“I have Parkinson’s, daughter,” she said gently. “Some days, eating becomes a battle.”
Valeria felt her chest tighten. Not from shallow pity, but from memory. Her grandmother had faced the same struggle before she passed. She remembered those trembling hands attempting to hold a cup, the silent humiliation of needing help for something as simple as lifting food.
“Wait a moment,” she said. “I’ll bring you something easier.”
She hurried to the kitchen, requested a bowl of hot soup, and returned in less than four minutes. While other diners glanced at their watches or murmured about the delay, Valeria pulled up a chair and sat beside the woman as if time itself could pause — even though it couldn’t.
“Slowly,” she said with a soft smile. “There’s no rush.”
The woman let out a faint, grateful laugh.
“Thank you, daughter.”
“Are you alone?” Valeria asked as she gently guided the spoon. “Is someone coming to pick you up?”
The woman parted her lips to answer, but she never had the chance.
Across the room, near a column, a man observed the scene without looking away. He had arrived fifteen minutes earlier, ordered an espresso that now sat cold, untouched. His dark suit and understated watch did not advertise wealth; they carried it quietly.
His name was Alejandro Castañeda. He was forty-one years old and owned three industrial parks, a chain of boutique hotels, and several companies across the Bajío region. The local press described him as brilliant. His employees called him efficient.
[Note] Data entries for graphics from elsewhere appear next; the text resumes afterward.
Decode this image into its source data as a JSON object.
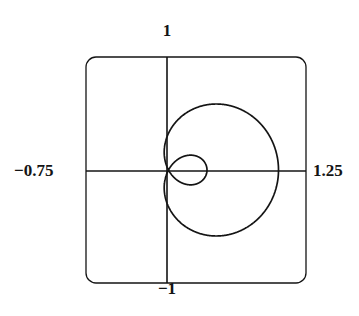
{
  "figure": {
    "kind": "polar-curve-plot",
    "background_color": "#ffffff",
    "stroke_color": "#141414",
    "frame": {
      "x_min_px": 86,
      "y_min_px": 57,
      "width_px": 220,
      "height_px": 226,
      "corner_radius_px": 10,
      "line_width_px": 1.3
    },
    "axes": {
      "origin_x_px": 167,
      "origin_y_px": 171,
      "line_width_px": 1.5
    },
    "labels": {
      "top": "1",
      "bottom": "−1",
      "left": "−0.75",
      "right": "1.25"
    }
  },
  "chart_data": {
    "type": "line",
    "title": "",
    "xlabel": "",
    "ylabel": "",
    "coordinate_system": "cartesian-from-polar",
    "curve_name": "limacon-with-inner-loop",
    "polar_equation": "r = 0.325 + 0.675*cos(theta)",
    "theta_range_rad": [
      0,
      6.283185307179586
    ],
    "xlim": [
      -0.75,
      1.25
    ],
    "ylim": [
      -1,
      1
    ],
    "grid": false,
    "legend": null,
    "axis_tick_labels": {
      "x_left": "-0.75",
      "x_right": "1.25",
      "y_top": "1",
      "y_bottom": "-1"
    },
    "key_points": {
      "right_x_intercept": [
        1.0,
        0.0
      ],
      "left_outer_x_intercept": [
        -0.35,
        0.0
      ],
      "inner_loop_left_x": [
        -0.26,
        0.0
      ],
      "max_y": 0.76,
      "min_y": -0.76
    },
    "x": [
      1.0,
      0.997,
      0.988,
      0.973,
      0.952,
      0.926,
      0.894,
      0.857,
      0.815,
      0.769,
      0.719,
      0.665,
      0.608,
      0.548,
      0.486,
      0.422,
      0.357,
      0.292,
      0.226,
      0.161,
      0.097,
      0.035,
      -0.025,
      -0.081,
      -0.134,
      -0.182,
      -0.226,
      -0.264,
      -0.296,
      -0.322,
      -0.341,
      -0.352,
      -0.356,
      -0.352,
      -0.341,
      -0.322,
      -0.296,
      -0.264,
      -0.226,
      -0.182,
      -0.134,
      -0.081,
      -0.025,
      0.035,
      0.097,
      0.161,
      0.226,
      0.292,
      0.357,
      0.422,
      0.486,
      0.548,
      0.608,
      0.665,
      0.719,
      0.769,
      0.815,
      0.857,
      0.894,
      0.926,
      0.952,
      0.973,
      0.988,
      0.997,
      1.0
    ],
    "y": [
      0.0,
      0.097,
      0.192,
      0.284,
      0.371,
      0.452,
      0.526,
      0.592,
      0.649,
      0.697,
      0.734,
      0.761,
      0.776,
      0.781,
      0.775,
      0.759,
      0.733,
      0.698,
      0.655,
      0.604,
      0.547,
      0.485,
      0.419,
      0.351,
      0.282,
      0.213,
      0.147,
      0.084,
      0.026,
      -0.026,
      -0.07,
      -0.105,
      -0.129,
      -0.142,
      -0.143,
      -0.132,
      -0.11,
      -0.076,
      -0.032,
      0.021,
      0.081,
      0.147,
      0.216,
      0.287,
      0.357,
      0.423,
      0.483,
      0.535,
      0.576,
      0.605,
      0.62,
      0.619,
      0.602,
      0.569,
      0.52,
      0.457,
      0.382,
      0.296,
      0.203,
      0.105,
      0.005,
      -0.095,
      -0.192,
      -0.285,
      -0.371
    ]
  }
}
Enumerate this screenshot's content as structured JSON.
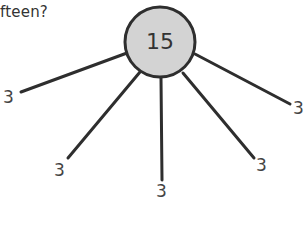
{
  "question": {
    "text": "fteen?"
  },
  "diagram": {
    "type": "part-whole",
    "center": {
      "label": "15",
      "fill": "#d3d3d3",
      "stroke": "#2e2e2e"
    },
    "line_color": "#2e2e2e",
    "parts": [
      {
        "label": "3",
        "position": "left"
      },
      {
        "label": "3",
        "position": "lower-left"
      },
      {
        "label": "3",
        "position": "bottom"
      },
      {
        "label": "3",
        "position": "lower-right"
      },
      {
        "label": "3",
        "position": "right"
      }
    ]
  }
}
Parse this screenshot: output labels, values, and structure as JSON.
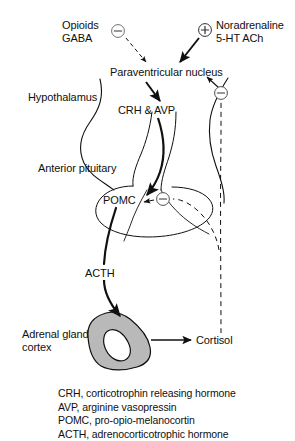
{
  "figure": {
    "background_color": "#ffffff",
    "line_color": "#101010",
    "gland_fill_color": "#b9b9b9"
  },
  "labels": {
    "opioids": "Opioids",
    "gaba": "GABA",
    "noradrenaline": "Noradrenaline",
    "serotonin_ach": "5-HT ACh",
    "paraventricular_nucleus": "Paraventricular nucleus",
    "hypothalamus": "Hypothalamus",
    "crh_avp": "CRH & AVP",
    "anterior_pituitary": "Anterior pituitary",
    "pomc": "POMC",
    "acth": "ACTH",
    "adrenal_gland": "Adrenal gland",
    "cortex": "cortex",
    "cortisol": "Cortisol"
  },
  "signs": {
    "inhibitory": "–",
    "excitatory": "+"
  },
  "sign_nodes": [
    {
      "name": "opioids-gaba-inhibition",
      "sign": "–",
      "x": 118,
      "y": 31
    },
    {
      "name": "noradrenaline-excitation",
      "sign": "+",
      "x": 205,
      "y": 30
    },
    {
      "name": "cortisol-pvn-inhibition",
      "sign": "–",
      "x": 221,
      "y": 93
    },
    {
      "name": "cortisol-pomc-inhibition",
      "sign": "–",
      "x": 163,
      "y": 199
    }
  ],
  "legend": {
    "items": [
      "CRH, corticotrophin releasing hormone",
      "AVP, arginine vasopressin",
      "POMC, pro-opio-melanocortin",
      "ACTH, adrenocorticotrophic hormone"
    ]
  }
}
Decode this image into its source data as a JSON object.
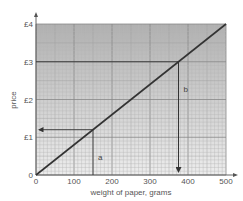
{
  "chart_data": {
    "type": "line",
    "title": "",
    "xlabel": "weight of paper, grams",
    "ylabel": "price",
    "xlim": [
      0,
      500
    ],
    "ylim": [
      0,
      4
    ],
    "x_ticks": [
      0,
      100,
      200,
      300,
      400,
      500
    ],
    "x_tick_labels": [
      "0",
      "100",
      "200",
      "300",
      "400",
      "500"
    ],
    "y_ticks": [
      0,
      1,
      2,
      3,
      4
    ],
    "y_tick_labels": [
      "0",
      "£1",
      "£2",
      "£3",
      "£4"
    ],
    "grid": true,
    "series": [
      {
        "name": "price line",
        "x": [
          0,
          500
        ],
        "y": [
          0,
          4
        ]
      }
    ],
    "annotations": [
      {
        "label": "a",
        "x": 150,
        "y": 1.2,
        "description": "vertical line from 150 g up to line, arrow left to price axis at £1.20"
      },
      {
        "label": "b",
        "x": 375,
        "y": 3,
        "description": "horizontal line from £3 to line, arrow down to weight axis at 375 g"
      }
    ],
    "colors": {
      "line": "#333333",
      "grid_major": "#888888",
      "grid_minor": "#b5b5b5",
      "bg_top": "#b8b8b8",
      "bg_bottom": "#ececec"
    }
  }
}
His rivals labeled him ruthless. No one — not even himself — would have described him as sentimental.
Until that moment.
His mother, Doña Mercedes Salgado, was smiling. Not the practiced smile she wore at galas or in photographs. A real one. Warm. Reaching her eyes. Alejandro had not seen that expression in years.
He stood still, arms crossed, as an unfamiliar discomfort stirred inside him.